General integrated rate law for complex self-assembly reactions reveals the mechanism of amyloid-beta co-aggregation
Alexander J. Dear, Georg Meisl, Emil Axell, Xiaoting Yang, Risto Cukalevski, Thomas C. T. Michaels, Sara Linse, L. Mahadevan
TL;DR
The paper tackles the challenge of extracting mechanistic insight from kinetic data of complex protein self-assembly involving multiple alloforms. It develops a general integrated rate law for a broad class of linear self-assembly reactions using asymptotic Lie symmetry, and applies it to Abeta42 co-aggregation with Aβ40/38/37. The analysis shows that Aβ42 fibril surfaces catalyze co-oligomer formation, accelerating Axx fibril formation while inhibiting Aβ42 secondary nucleation, and provides a universal solution formula that fits both unseeded and seeded data. The general solution extends to other filamentous aggregation systems and saturating or co-aggregation contexts, enabling rigorous kinetic deconvolution and mechanistic dissection. This method thus offers a practical, broadly applicable framework for understanding complex self-assembly in biological and therapeutic contexts.
Abstract
Analyzing kinetic experiments on protein aggregation using integrated rate laws has led to numerous advances in our understanding of the fundamental chemical mechanisms behind amyloidogenic disorders such as Alzheimer's and Parkinson's diseases. However, the description of biologically relevant processes may require rate equations that are too complex to solve using existing methods, hindering mechanistic insights into these processes. An example of significance is co-aggregation in environments containing multiple amyloid-beta (Abeta) peptide alloforms, which may play a crucial role in the biochemistry of Alzheimer's disease but whose mechanism is still poorly understood. Here, we use the mathematics of symmetry to derive a general integrated rate law valid for most plausible linear self-assembly reactions. We use it in conjunction with experimental data to determine the mechanism of co-aggregation of the most physiologically abundant Abeta alloforms: Abeta42, Abeta40, Abeta38 and Abeta37 peptides. We find that Abeta42 fibril surfaces catalyze the formation of co-oligomers, which accelerate new Abeta40, Abeta38 and Abeta37 fibril formation whilst inhibiting secondary nucleation of new Abeta42 fibrils. The simplicity, accuracy and broad applicability of our general integrated rate law will enable kinetic analysis of more complex filamentous self-assembly reactions, both with and without co-aggregation.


§ TASK DESCRIPTION:
Omit all pictures and transcribe only the lines in the entries below that run from the line with "The image size" through the line with "Locate an element on the screen.".

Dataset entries
________________
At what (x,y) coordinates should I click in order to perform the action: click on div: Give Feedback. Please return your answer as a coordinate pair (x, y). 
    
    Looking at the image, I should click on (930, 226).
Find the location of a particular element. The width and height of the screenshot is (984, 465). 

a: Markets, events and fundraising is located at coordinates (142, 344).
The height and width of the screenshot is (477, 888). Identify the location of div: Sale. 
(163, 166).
________________
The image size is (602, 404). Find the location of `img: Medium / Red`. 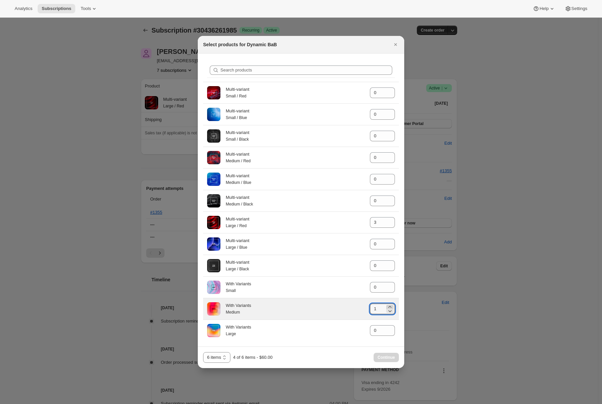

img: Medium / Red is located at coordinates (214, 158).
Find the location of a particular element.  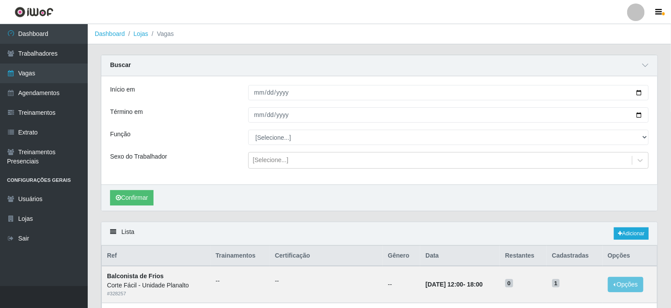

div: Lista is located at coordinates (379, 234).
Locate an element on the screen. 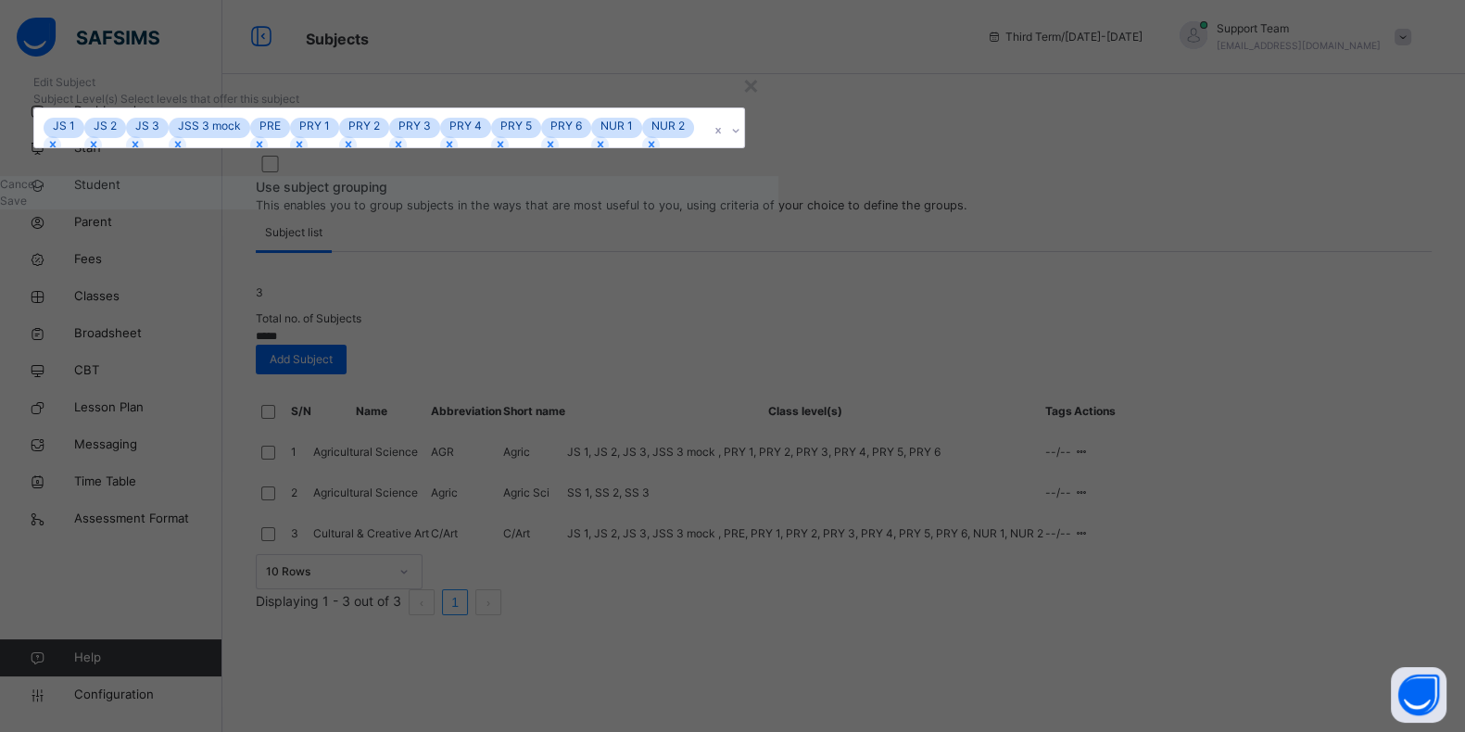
________________
§ COMPLETED TASK:
The image size is (602, 404). Find the location of `img: Medium / Red`. 

img: Medium / Red is located at coordinates (214, 158).
Find the location of a particular element.  

div: Lista is located at coordinates (379, 234).
Locate an element on the screen. 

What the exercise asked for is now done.